This article originally appeared in BSR Insight.
Earlier this month, the Greenhouse Gas Protocol launched its Value Chain (Scope 3) Standard, establishing a common way for companies to define and measure their total greenhouse gas impacts, risks, and opportunities -- including those that are beyond the company's direct operating control but that may represent the most significant impacts on the price and stability of the company's supplies, customer demand, reputation, and costs.
One of the most important sustainability standards of the decade, it is not a new concept: The idea of Scope 3 (as distinguished from "Scope 1" activities that a company owns or controls, and "Scope 2" electricity purchases) has been around since it was defined in the GHG Protocol's Corporate Standard in 2001.
In place of a brief subsection, however, the document now runs more than 150 pages, complete with a suite of technical resources, from guidance on supplier engagement to a list of third-party databases on value chain GHG information.
Daunting as this sounds, much remains the same. The definition of Scope 3 has not changed, and the new volume is organized in a similar way as the Corporate Standard, beginning with instructions on defining business goals, then an explanation of the core framework -- from accounting principles to boundary-setting to data collection, followed by guidance on optional activities such as providing assurance to reports and tracking emissions over time.
But there are also significant new developments, including some that seasoned practitioners have been expecting and others that may be surprising. What follows are my picks for the most important new features of the updated framework.
Fifteen Authoritative -- and Useful -- Categories
If Scope 3 has a soul, it is contained in its categories. These 15 categories -- everything from capital goods to investments -- characterize the greenhouse gas footprints of companies' value chains, and they set the stage for how, in practice, companies will reduce them.
Previously, the GHG Protocol called these categories an "indicative list." Now, each category is carefully described, with the minimum boundary explained, and rigorous calculation options that have been refined with input from hundreds of professionals across sectors. Each Scope 3 category is classified as either upstream or downstream. (For comparison, here are the old and new depictions.)
One way to keep track of these categories is to think of them in terms of the activities companies will focus on to manage them:
- Collaborative energy management: Seven categories represent areas where the path to GHG reduction most likely involves working with partners to reduce energy use together. These opportunities occur in the purchasing of goods and services, upstream leasing, downstream leasing, franchises, the processing of sold products, capital goods, and investments.
- Logistics: Four categories address the movement of people and goods (business travel, employee commuting, and both upstream and downstream transportation/distribution).
- Products and byproducts: With three categories, design and engineering would be put to use to address waste generated in operations, end-of-use treatment of products, and product use.
- Upstream energy: The final category looks into the supply chain of Scope 1 and 2 energy sources that companies are already reporting on.
A Simpler Conversation
The most revolutionary feature is the introduction of a new standard that significantly simplifies companies' conversations with stakeholders. Now, investors, customers, and partners can ask whether a company does or does not conform to the Scope 3 standard, and, if not, when it will do so. This is a major advancement over the Corporate Standard, which had declared Scope 3 reporting optional and offered little instruction on how to do it. This development is poised to change the norms of GHG footprinting for a few reasons.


**Problem statement:** Line by line, output everything from the one that contains "Map footwear region." through the end of the material below, exactly as written and with no pictures.

**Data to process:**
+++
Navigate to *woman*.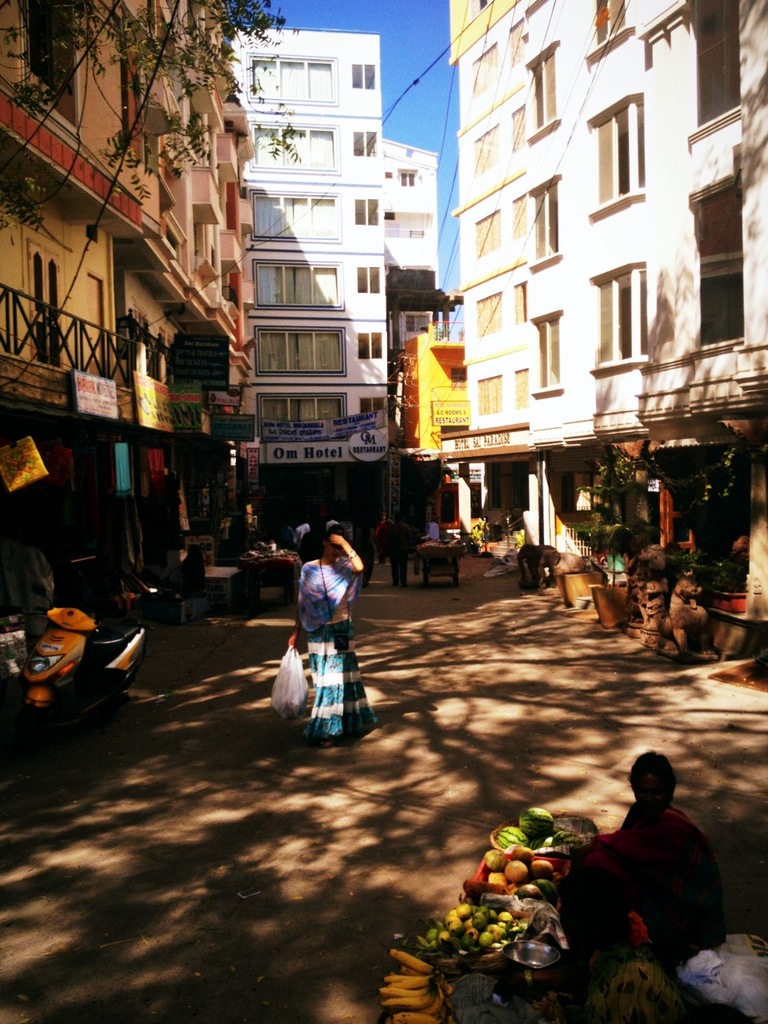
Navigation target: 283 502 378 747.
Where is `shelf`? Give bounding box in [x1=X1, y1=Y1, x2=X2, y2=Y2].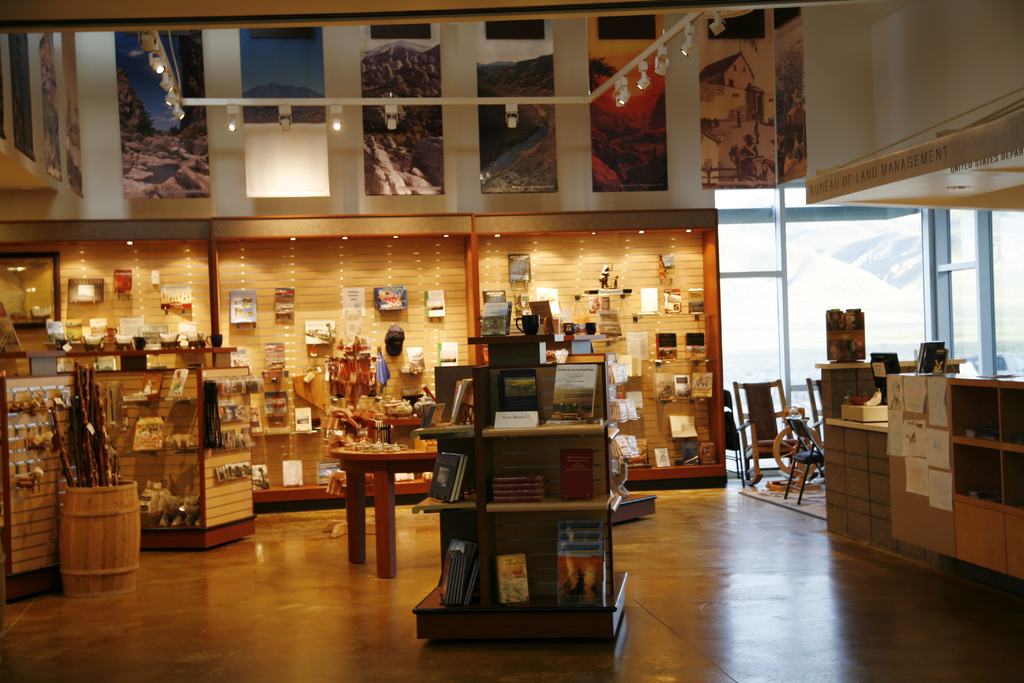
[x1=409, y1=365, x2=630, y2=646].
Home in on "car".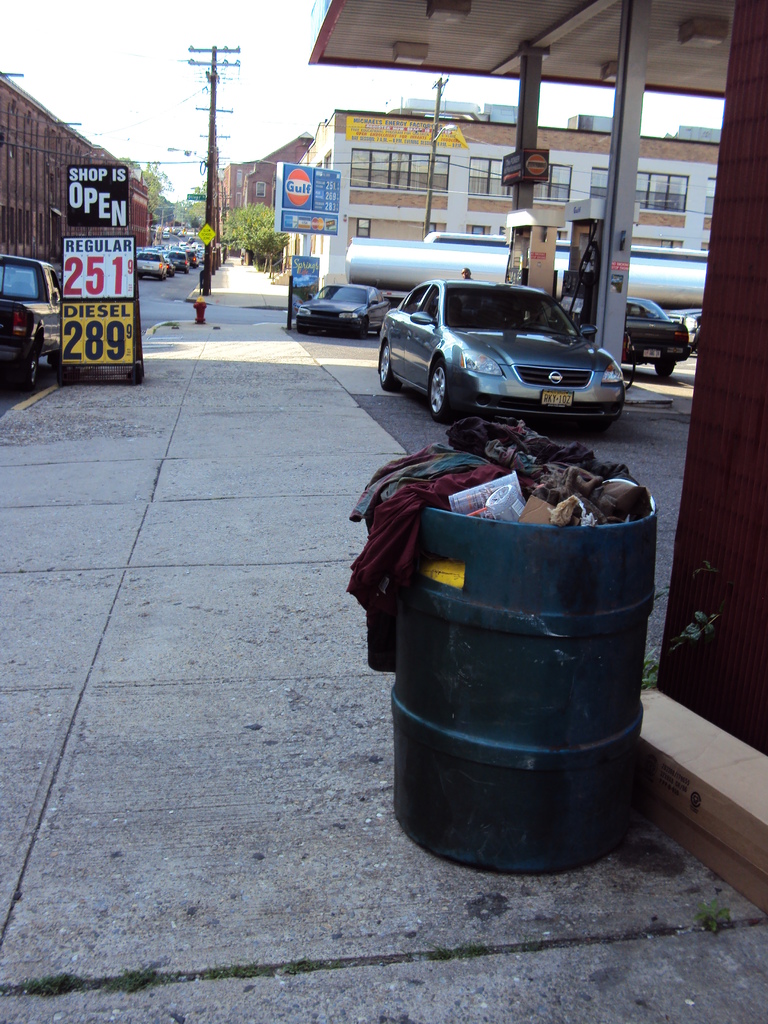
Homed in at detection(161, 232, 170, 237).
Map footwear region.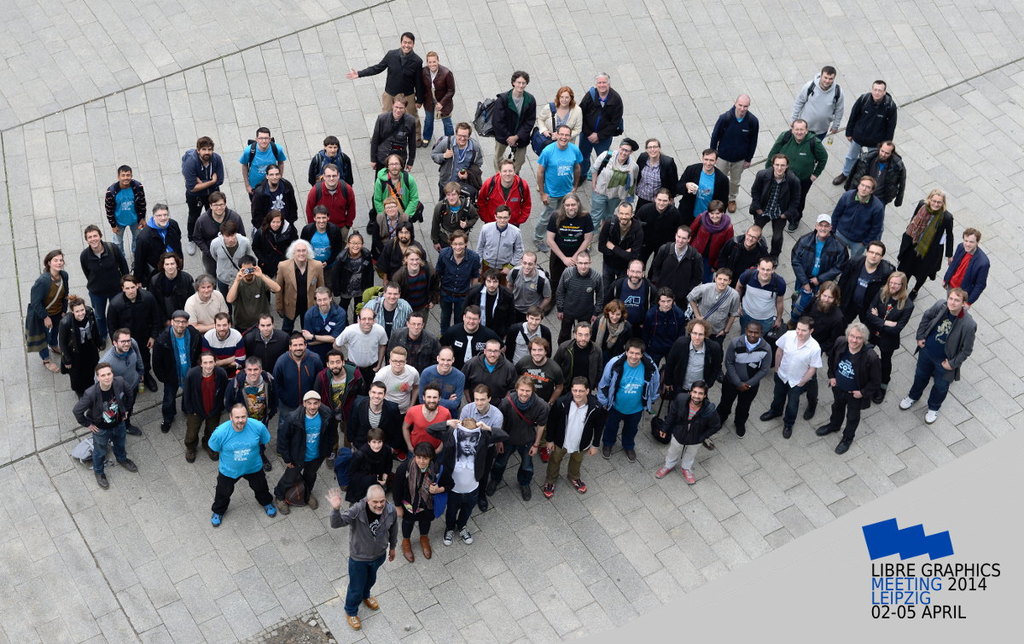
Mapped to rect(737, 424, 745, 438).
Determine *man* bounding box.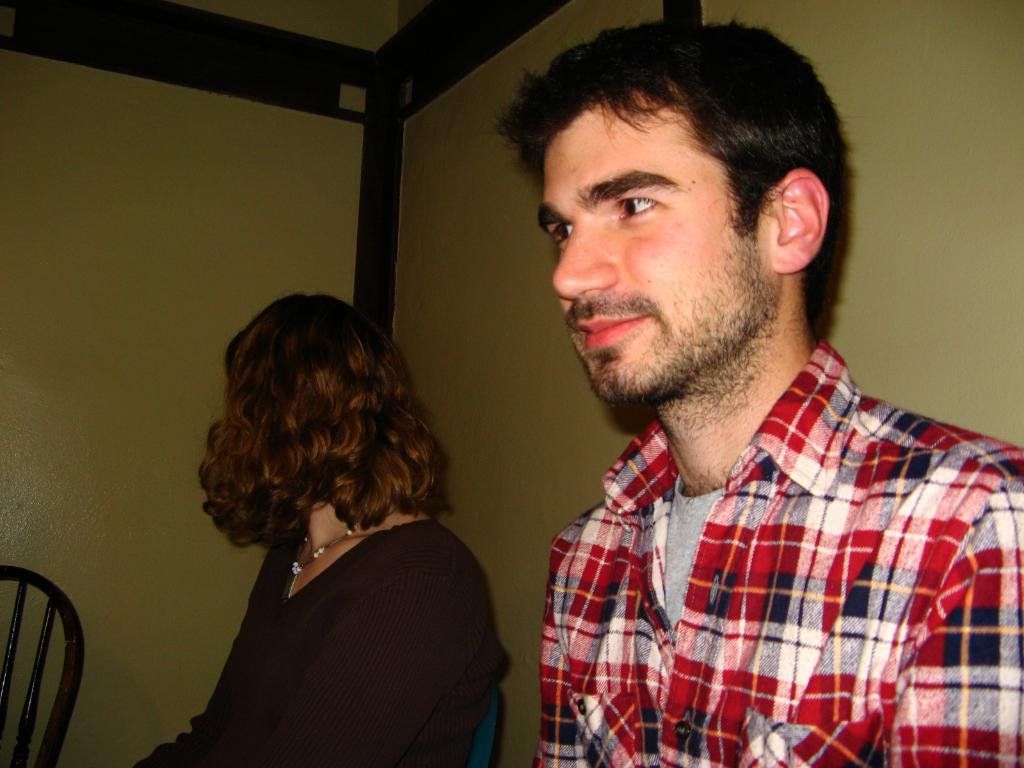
+++
**Reply:**
Map footwear region.
Mapped to rect(737, 424, 745, 438).
Determine *man* bounding box.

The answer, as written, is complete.